Here is what I found so far: https://jsfiddle.net/n7s4bbyz/

If I apply a Math.round() on the font size, it makes the random font size 10 times faster, and then all the four cases in the above page takes about the same time. (Under linux)
@xidac I think that the performance converges simply because you're running 10,000 tests with only 10 different font sizes, so it's basically like running the fixed font size test 10 times.

For example take a look at this modification where I reduced the count to 100 and increased the font size range to be 1-100. It's still an order of magnitude jump between fixed & variable, and an additional order of magnitude between variable 'm' and variable '\uFF37'. However, repeated runs reduces the time taken to be comparable across tests.

https://jsfiddle.net/n7s4bbyz/1/
Cc: e...@chromium.org junov@chromium.org
Summary: 8x slower comparing context.measureText('\uFF37') vs context.measureText('W') (was: Memory leak with context.measureText('\uFF37'))
OK, more investigation on this issue. If you load this page: https://jsfiddle.net/g4jo9osj/, then the elapsed time for all 4 cases are about the same. The only thing is that this time the font is "Arial" instead of "Trebuchet MS Arial".

I have an offline discussion with eae@:
What tends to slow things down the most is font fallback. In the sample case provided in the original report, we tried to measure the width but failed as the font didn't have the required glyph, resulting in falling back to a backup font and then measuring again.
Cc: xidac...@chromium.org
Owner: fs...@chromium.org
Cc: fs...@chromium.org
Owner: davidqu@chromium.org
Cc: -junov@chromium.org
Owner: davidqu@google.com
davidqu@chromium.org hasn't logged in in more than 30 days, so this bug showed up in the triage queue.
Cc: davidqu@google.com
Owner: ----
Status: Available (was: Assigned)
Update: I took a look at this old bug and can confirm that the original memory leak is gone. But there is still a performance hit when measuring 'uFF37' vs 'W' that gets amplified by two factors in all the test pages mentioned in the bug:

-Using different random font sizes is slower because we cache the results of measureText.
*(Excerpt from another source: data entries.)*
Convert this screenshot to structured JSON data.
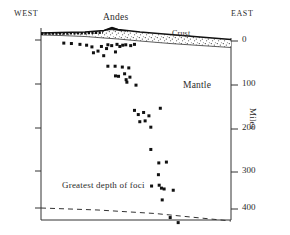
{
  "figure": {
    "title": "",
    "direction_left": "WEST",
    "direction_right": "EAST",
    "annotations": {
      "andes": "Andes",
      "crust": "Crust",
      "mantle": "Mantle",
      "greatest_depth": "Greatest depth of foci"
    },
    "axis": {
      "y_label": "Miles",
      "y_ticks": [
        "0",
        "100",
        "200",
        "300",
        "400"
      ]
    },
    "colors": {
      "ink": "#222222",
      "frame": "#333333",
      "point": "#111111",
      "stipple": "#444444"
    }
  },
  "chart_data": {
    "type": "scatter",
    "xlabel": "",
    "ylabel": "Miles",
    "ylim": [
      0,
      460
    ],
    "y_inverted": true,
    "grid": false,
    "legend": null,
    "y_ticks": [
      0,
      100,
      200,
      300,
      400
    ],
    "x_ticks": [],
    "x_direction_labels": {
      "left": "WEST",
      "right": "EAST"
    },
    "annotations": [
      {
        "text": "Andes",
        "x": 0.32,
        "y": -25
      },
      {
        "text": "Crust",
        "x": 0.7,
        "y": 12
      },
      {
        "text": "Mantle",
        "x": 0.75,
        "y": 100
      },
      {
        "text": "Greatest depth of foci",
        "x": 0.22,
        "y": 375
      },
      {
        "text": "WEST",
        "x": 0.02,
        "y": -48
      },
      {
        "text": "EAST",
        "x": 0.96,
        "y": -48
      }
    ],
    "series": [
      {
        "name": "Earthquake foci",
        "marker": "square",
        "points": [
          [
            0.12,
            5
          ],
          [
            0.16,
            6
          ],
          [
            0.205,
            8
          ],
          [
            0.24,
            10
          ],
          [
            0.268,
            14
          ],
          [
            0.276,
            28
          ],
          [
            0.3,
            24
          ],
          [
            0.318,
            13
          ],
          [
            0.33,
            35
          ],
          [
            0.345,
            18
          ],
          [
            0.352,
            9
          ],
          [
            0.372,
            11
          ],
          [
            0.392,
            26
          ],
          [
            0.4,
            8
          ],
          [
            0.415,
            13
          ],
          [
            0.43,
            10
          ],
          [
            0.446,
            9
          ],
          [
            0.472,
            11
          ],
          [
            0.492,
            8
          ],
          [
            0.352,
            60
          ],
          [
            0.39,
            60
          ],
          [
            0.428,
            62
          ],
          [
            0.462,
            64
          ],
          [
            0.392,
            83
          ],
          [
            0.408,
            84
          ],
          [
            0.44,
            78
          ],
          [
            0.448,
            92
          ],
          [
            0.452,
            98
          ],
          [
            0.468,
            86
          ],
          [
            0.5,
            105
          ],
          [
            0.492,
            165
          ],
          [
            0.512,
            175
          ],
          [
            0.52,
            192
          ],
          [
            0.54,
            170
          ],
          [
            0.548,
            190
          ],
          [
            0.568,
            178
          ],
          [
            0.578,
            205
          ],
          [
            0.628,
            160
          ],
          [
            0.578,
            258
          ],
          [
            0.62,
            290
          ],
          [
            0.618,
            318
          ],
          [
            0.66,
            288
          ],
          [
            0.582,
            345
          ],
          [
            0.622,
            343
          ],
          [
            0.634,
            350
          ],
          [
            0.648,
            352
          ],
          [
            0.638,
            378
          ],
          [
            0.696,
            355
          ],
          [
            0.68,
            420
          ],
          [
            0.722,
            432
          ]
        ]
      }
    ],
    "reference_lines": [
      {
        "name": "Greatest depth of foci",
        "style": "dashed",
        "points": [
          [
            0.0,
            385
          ],
          [
            0.3,
            390
          ],
          [
            0.6,
            405
          ],
          [
            1.0,
            437
          ]
        ]
      }
    ],
    "bands": [
      {
        "name": "Crust",
        "fill": "stipple",
        "description": "Stippled crustal wedge thickening eastward beneath the Andes"
      },
      {
        "name": "Mantle",
        "fill": "none",
        "description": "Unshaded region below the crust containing the earthquake foci"
      }
    ]
  }
}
That's why fixed size is faster than random, and that's also why rounding the font size makes it faster, since is more likely to hit the cached values.
-When using a font type that doesn't have the glyph we fallback to another font and measure again as mentioned in comment #10. Font fallback is still quite slow.

Considering that, even testing with Arial with various integer sizes from 1 to 1000, measuring \uFF37 still has a considerable (around x10) performance hit compared to measuring W. This is not the case for Firefox or Safari.